As Egypt, shaken by the Luxor temple killing of 58 tourists, deployed more forces at tourist sites yesterday, President Hosni Mubarak said no country could guarantee total security.
"This could happen anywhere in the world," he said at Cairo airport when he had seen off Queen Beatrix of the Netherlands after her three-day visit to Egypt.
"We have surmounted this incident," Mr Mubarak said. "There is no country in the world that can ensure 100 per cent security, not in Europe nor in the US."
Extra police and troops in trucks mounted with machineguns appeared at the Hatshepsut temple yesterday. The only two policemen on duty there on Monday were shot and killed at the start of the carnage.
In Cairo, security forces guarded the Egyptian Museum, where two Muslim zealots killed nine German tourists in a bus attack on September 18th.
Mr Mubarak on Tuesday sacked his Interior Minister after publicly berating him for lapses which enabled the Muslim militants to carry out their bloodiest attack since their armed campaign began in 1992. Security sources said the new Interior Minister, Mr Habib el-Adli, had replaced the top three officials at the ministry and several security officials in Luxor on his first full day in office.
The German Foreign Minister, Mr Klaus Kinkel, said in an interview published yesterday that it was almost impossible to stop "fanatic terrorists" but Egypt still had to do a better job.
The Gama'a al-Islamiyya (Islamic Group), Eqypt's largest militant organisation, said it had planned to take tourists hostage to win freedom for its blind leader, Sheikh Omar Abdel-Rahman. He was convicted in 1995 in the US for conspiring to blow up the United Nations building and other New York landmarks.
The fiery cleric's second wife, Faten, who lives in Fayoum, south of Cairo, refused to comment on the Luxor attack. "What attack?" she asked. "Who says these people did it for my husband? Maybe they are the enemy, Israel."
The main armed extremist Muslim groups outside Egypt have condemned the massacre. "We totally condemn this attack against innocent civilians in Egypt," Mr Said Abu Musameh, a leader of the Islamic Resistance Movement (Hamas), said on Tuesday.
Another Palestinian group, the smaller Islamic Jihad, has also condemned Monday's attack. However, it criticised the Egyptian government for its repressive policy towards Islamic fundamentalism. "The attack aims at discrediting Islam," said the Sunni Muslim fundamentalist, Mr Jamaa Islamiya, of Lebanon. "No one can believe that real Muslims committed this crime."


◆ Required work: Images are to be excluded, and the rest of the data repeated exactly.

◆ Web page and app entries:
=======
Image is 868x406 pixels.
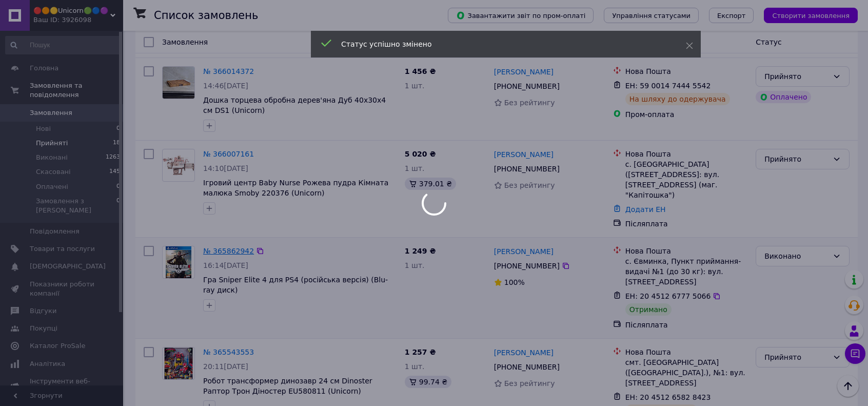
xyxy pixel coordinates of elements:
[492,162,562,176] div: [PHONE_NUMBER]
[625,393,711,401] span: ЕН: 20 4512 6582 8423
[625,292,711,300] span: ЕН: 20 4512 6777 5066
[494,247,554,256] a: [PERSON_NAME]
[162,66,195,99] a: Фото товару
[772,12,849,20] span: Створити замовлення
[36,167,71,177] span: Скасовані
[162,347,195,379] a: Фото товару
[494,67,554,77] a: [PERSON_NAME]
[113,138,120,148] span: 18
[5,36,121,54] input: Пошук
[162,38,208,46] span: Замовлення
[36,124,51,133] span: Нові
[625,246,748,256] div: Нова Пошта
[625,347,748,357] div: Нова Пошта
[625,205,666,213] a: Додати ЕН
[405,247,436,255] span: 1 249 ₴
[30,244,95,253] span: Товари та послуги
[492,79,562,93] div: [PHONE_NUMBER]
[405,376,452,388] div: 99.74 ₴
[203,82,248,90] span: 14:46[DATE]
[36,182,68,192] span: Оплачені
[36,138,68,148] span: Прийняті
[764,250,828,262] div: Виконано
[30,227,80,236] span: Повідомлення
[203,164,248,172] span: 14:10[DATE]
[504,181,555,189] span: Без рейтингу
[203,67,254,75] a: № 366014372
[625,319,748,330] div: Післяплата
[162,67,195,98] img: Фото товару
[164,347,193,379] img: Фото товару
[625,159,748,200] div: с. [GEOGRAPHIC_DATA] ([STREET_ADDRESS]: вул. [STREET_ADDRESS] (маг. "Капітошка")
[162,246,195,279] a: Фото товару
[203,261,248,269] span: 16:14[DATE]
[625,82,711,90] span: ЕН: 59 0014 7444 5542
[30,377,95,395] span: Інструменти веб-майстра та SEO
[117,197,120,215] span: 0
[33,15,123,25] div: Ваш ID: 3926098
[764,153,828,165] div: Прийнято
[756,91,811,103] div: Оплачено
[405,348,436,356] span: 1 257 ₴
[117,124,120,133] span: 0
[405,177,456,190] div: 379.01 ₴
[845,344,866,364] button: Чат з покупцем
[162,154,195,176] img: Фото товару
[405,82,425,90] span: 1 шт.
[203,377,373,395] a: Робот трансформер динозавр 24 см Dinoster Раптор Трон Діностер EU580811 (Unicorn)
[625,109,748,119] div: Пром-оплата
[625,149,748,159] div: Нова Пошта
[504,98,555,107] span: Без рейтингу
[492,360,562,374] div: [PHONE_NUMBER]
[764,7,857,23] button: Створити замовлення
[405,150,436,158] span: 5 020 ₴
[405,164,425,172] span: 1 шт.
[203,150,254,158] a: № 366007161
[448,7,594,23] button: Завантажити звіт по пром-оплаті
[30,280,95,298] span: Показники роботи компанії
[30,81,123,99] span: Замовлення та повідомлення
[154,9,258,22] h1: Список замовлень
[30,262,106,271] span: [DEMOGRAPHIC_DATA]
[754,11,857,19] a: Створити замовлення
[717,12,746,20] span: Експорт
[837,375,859,397] button: Наверх
[30,64,59,73] span: Головна
[33,6,111,15] span: 🔴🟠🟡Unicorn🟢🔵🟣
[494,150,554,159] a: [PERSON_NAME]
[405,362,425,371] span: 1 шт.
[109,167,120,177] span: 145
[456,11,585,20] span: Завантажити звіт по пром-оплаті
[30,324,57,333] span: Покупці
[30,108,72,117] span: Замовлення
[492,259,562,273] div: [PHONE_NUMBER]
[203,348,254,356] a: № 365543553
[625,219,748,229] div: Післяплата
[162,149,195,182] a: Фото товару
[709,7,754,23] button: Експорт
[203,96,386,114] a: Дошка торцева обробна дерев'яна Дуб 40х30х4 см DS1 (Unicorn)
[764,71,828,82] div: Прийнято
[203,276,388,294] a: Гра Sniper Elite 4 для PS4 (російська версія) (Blu-ray диск)
[30,359,65,368] span: Аналітика
[625,303,672,316] div: Отримано
[36,153,68,162] span: Виконані
[36,197,117,215] span: Замовлення з [PERSON_NAME]
[166,247,192,278] img: Фото товару
[405,261,425,269] span: 1 шт.
[203,247,254,255] a: № 365862942
[625,256,748,287] div: с. Євминка, Пункт приймання-видачі №1 (до 30 кг): вул. [STREET_ADDRESS]
[203,362,248,371] span: 20:11[DATE]
[604,7,699,23] button: Управління статусами
[341,39,660,49] div: Статус успішно змінено
[504,278,525,286] span: 100%
[106,153,120,162] span: 1263
[756,38,782,46] span: Статус
[625,357,748,388] div: смт. [GEOGRAPHIC_DATA] ([GEOGRAPHIC_DATA].), №1: вул. [STREET_ADDRESS]
[203,179,389,197] a: Ігровий центр Baby Nurse Рожева пудра Кiмната малюка Smoby 220376 (Unicorn)
[405,67,436,75] span: 1 456 ₴
[494,347,554,358] a: [PERSON_NAME]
=======
◆ Your solution:
Image is 868x406 pixels.
xyxy pixel coordinates of elements:
[492,162,562,176] div: [PHONE_NUMBER]
[625,393,711,401] span: ЕН: 20 4512 6582 8423
[625,292,711,300] span: ЕН: 20 4512 6777 5066
[494,247,554,256] a: [PERSON_NAME]
[162,66,195,99] a: Фото товару
[772,12,849,20] span: Створити замовлення
[36,167,71,177] span: Скасовані
[162,347,195,379] a: Фото товару
[494,67,554,77] a: [PERSON_NAME]
[113,138,120,148] span: 18
[5,36,121,54] input: Пошук
[162,38,208,46] span: Замовлення
[36,124,51,133] span: Нові
[625,246,748,256] div: Нова Пошта
[625,347,748,357] div: Нова Пошта
[625,205,666,213] a: Додати ЕН
[405,247,436,255] span: 1 249 ₴
[30,244,95,253] span: Товари та послуги
[492,79,562,93] div: [PHONE_NUMBER]
[405,376,452,388] div: 99.74 ₴
[203,82,248,90] span: 14:46[DATE]
[36,182,68,192] span: Оплачені
[36,138,68,148] span: Прийняті
[764,250,828,262] div: Виконано
[30,227,80,236] span: Повідомлення
[203,164,248,172] span: 14:10[DATE]
[504,181,555,189] span: Без рейтингу
[203,67,254,75] a: № 366014372
[625,319,748,330] div: Післяплата
[162,67,195,98] img: Фото товару
[164,347,193,379] img: Фото товару
[625,159,748,200] div: с. [GEOGRAPHIC_DATA] ([STREET_ADDRESS]: вул. [STREET_ADDRESS] (маг. "Капітошка")
[162,246,195,279] a: Фото товару
[203,261,248,269] span: 16:14[DATE]
[625,82,711,90] span: ЕН: 59 0014 7444 5542
[30,377,95,395] span: Інструменти веб-майстра та SEO
[117,197,120,215] span: 0
[33,15,123,25] div: Ваш ID: 3926098
[764,153,828,165] div: Прийнято
[756,91,811,103] div: Оплачено
[405,348,436,356] span: 1 257 ₴
[117,124,120,133] span: 0
[405,177,456,190] div: 379.01 ₴
[845,344,866,364] button: Чат з покупцем
[162,154,195,176] img: Фото товару
[405,82,425,90] span: 1 шт.
[203,377,373,395] a: Робот трансформер динозавр 24 см Dinoster Раптор Трон Діностер EU580811 (Unicorn)
[625,109,748,119] div: Пром-оплата
[625,149,748,159] div: Нова Пошта
[504,98,555,107] span: Без рейтингу
[492,360,562,374] div: [PHONE_NUMBER]
[764,7,857,23] button: Створити замовлення
[405,150,436,158] span: 5 020 ₴
[405,164,425,172] span: 1 шт.
[203,150,254,158] a: № 366007161
[448,7,594,23] button: Завантажити звіт по пром-оплаті
[30,280,95,298] span: Показники роботи компанії
[30,81,123,99] span: Замовлення та повідомлення
[154,9,258,22] h1: Список замовлень
[30,262,106,271] span: [DEMOGRAPHIC_DATA]
[754,11,857,19] a: Створити замовлення
[717,12,746,20] span: Експорт
[837,375,859,397] button: Наверх
[30,64,59,73] span: Головна
[33,6,111,15] span: 🔴🟠🟡Unicorn🟢🔵🟣
[494,150,554,159] a: [PERSON_NAME]
[405,362,425,371] span: 1 шт.
[109,167,120,177] span: 145
[456,11,585,20] span: Завантажити звіт по пром-оплаті
[30,324,57,333] span: Покупці
[30,108,72,117] span: Замовлення
[492,259,562,273] div: [PHONE_NUMBER]
[203,348,254,356] a: № 365543553
[625,219,748,229] div: Післяплата
[162,149,195,182] a: Фото товару
[709,7,754,23] button: Експорт
[203,96,386,114] a: Дошка торцева обробна дерев'яна Дуб 40х30х4 см DS1 (Unicorn)
[764,71,828,82] div: Прийнято
[203,276,388,294] a: Гра Sniper Elite 4 для PS4 (російська версія) (Blu-ray диск)
[30,359,65,368] span: Аналітика
[625,303,672,316] div: Отримано
[36,153,68,162] span: Виконані
[36,197,117,215] span: Замовлення з [PERSON_NAME]
[166,247,192,278] img: Фото товару
[405,261,425,269] span: 1 шт.
[203,247,254,255] a: № 365862942
[625,256,748,287] div: с. Євминка, Пункт приймання-видачі №1 (до 30 кг): вул. [STREET_ADDRESS]
[203,362,248,371] span: 20:11[DATE]
[604,7,699,23] button: Управління статусами
[341,39,660,49] div: Статус успішно змінено
[504,278,525,286] span: 100%
[106,153,120,162] span: 1263
[756,38,782,46] span: Статус
[625,357,748,388] div: смт. [GEOGRAPHIC_DATA] ([GEOGRAPHIC_DATA].), №1: вул. [STREET_ADDRESS]
[203,179,389,197] a: Ігровий центр Baby Nurse Рожева пудра Кiмната малюка Smoby 220376 (Unicorn)
[405,67,436,75] span: 1 456 ₴
[494,347,554,358] a: [PERSON_NAME]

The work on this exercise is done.